In Favor of Human Pluralism

Foucault’s Madness and Civilization in Kesey’s One Flew over the Cuckoo’s Nest and Morrison’s Home

Michel Foucault’s Madness and Civilization outlines motifs inherent to literary madness, or the thematic representation of madness in literature, which inform sociocultural perception of mental disability once the representing novel is published, and contemporary American novels adhere to this literary madness. Two novels set in the same time period, though separated in publication by fifty years’ time, demonstrate the effect and implications of literary madness. Ken Kesey’s One Flew over the Cuckoo’s Nest and Toni Morrison’s Home employ not only madness but also the pertinence of race to discourses about disability to make social commentary. Through a literary madness informed by Foucauldian madness, or Foucault’s broader interpretation of madness as it relates to society, both novels reject hegemonic structures that oppress humans according to race and disability, advocating a pluralistic notion of humanity over normative embodiments. This critique of oppressive norms manifesting across time in novels set in 1950’s America suggests persistent cultural problems that literary madness can address in its representation. Both novels propose that returning home is a means of circumnavigating these cultural problems and positions home as a space where race and disability are accommodated and can find support for their existence in the array of human identities. Despite the Foucauldian dynamics working in these texts’ literary madness, home is a location that protects characters from both being sent away and being confined to institutions, which suggests it is a spatial arrangement which Foucault did not foresee in his conceptualization of madness.
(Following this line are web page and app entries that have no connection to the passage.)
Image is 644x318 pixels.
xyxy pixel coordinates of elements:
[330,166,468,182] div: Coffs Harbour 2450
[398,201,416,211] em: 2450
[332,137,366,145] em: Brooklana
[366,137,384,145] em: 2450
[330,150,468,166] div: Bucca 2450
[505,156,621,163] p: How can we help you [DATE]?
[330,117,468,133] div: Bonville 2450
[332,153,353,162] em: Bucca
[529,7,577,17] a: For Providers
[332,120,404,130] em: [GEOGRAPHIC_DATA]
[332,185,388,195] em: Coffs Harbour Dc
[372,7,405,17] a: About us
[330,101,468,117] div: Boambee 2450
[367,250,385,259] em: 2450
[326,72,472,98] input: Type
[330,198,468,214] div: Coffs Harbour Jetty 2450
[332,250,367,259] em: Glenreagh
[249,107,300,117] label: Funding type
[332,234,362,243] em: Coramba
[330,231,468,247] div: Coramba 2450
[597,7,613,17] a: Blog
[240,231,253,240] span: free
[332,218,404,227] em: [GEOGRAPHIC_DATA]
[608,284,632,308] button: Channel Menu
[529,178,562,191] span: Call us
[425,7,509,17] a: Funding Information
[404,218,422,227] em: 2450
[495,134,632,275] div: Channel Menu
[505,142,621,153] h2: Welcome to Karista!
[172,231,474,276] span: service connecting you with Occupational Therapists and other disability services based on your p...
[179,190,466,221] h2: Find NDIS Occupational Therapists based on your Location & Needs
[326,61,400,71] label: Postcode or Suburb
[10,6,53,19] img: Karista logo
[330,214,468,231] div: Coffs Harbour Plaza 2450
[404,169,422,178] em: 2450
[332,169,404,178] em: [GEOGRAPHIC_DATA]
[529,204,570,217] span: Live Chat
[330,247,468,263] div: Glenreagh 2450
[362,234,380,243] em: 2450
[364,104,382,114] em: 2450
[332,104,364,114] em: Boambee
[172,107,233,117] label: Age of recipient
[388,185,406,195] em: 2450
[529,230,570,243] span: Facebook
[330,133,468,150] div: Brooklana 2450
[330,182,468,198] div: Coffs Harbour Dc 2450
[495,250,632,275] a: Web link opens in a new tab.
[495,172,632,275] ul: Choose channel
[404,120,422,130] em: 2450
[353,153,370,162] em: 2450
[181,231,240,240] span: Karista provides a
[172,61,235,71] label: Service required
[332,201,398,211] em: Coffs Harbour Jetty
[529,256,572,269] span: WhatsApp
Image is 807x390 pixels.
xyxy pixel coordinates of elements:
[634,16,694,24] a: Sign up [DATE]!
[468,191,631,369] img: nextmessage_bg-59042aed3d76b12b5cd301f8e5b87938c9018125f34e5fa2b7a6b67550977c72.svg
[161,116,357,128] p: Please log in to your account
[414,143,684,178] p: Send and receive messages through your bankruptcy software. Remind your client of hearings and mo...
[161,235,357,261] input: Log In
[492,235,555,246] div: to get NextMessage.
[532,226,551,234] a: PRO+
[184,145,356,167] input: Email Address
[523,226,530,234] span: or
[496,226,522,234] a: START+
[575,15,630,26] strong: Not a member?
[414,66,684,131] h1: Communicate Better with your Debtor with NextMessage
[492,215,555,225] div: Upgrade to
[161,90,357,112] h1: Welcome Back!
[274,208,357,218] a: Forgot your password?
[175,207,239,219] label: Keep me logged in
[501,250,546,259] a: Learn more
            This study first delineates the prominent motifs of Foucauldian madness. Next, study of the novels will demonstrate that the identity markers of race and disability are joined in the novels and that the way for these identities to generate their own subjectivity in the face of conformist America is to empower their emplacement at home. In this way, the non–white mad characters control the discourse over meaning embedded in the space, which Foucault did not explain, for in Foucault’s time, the idea that the mad might control discourse in any space had not yet been a possibility.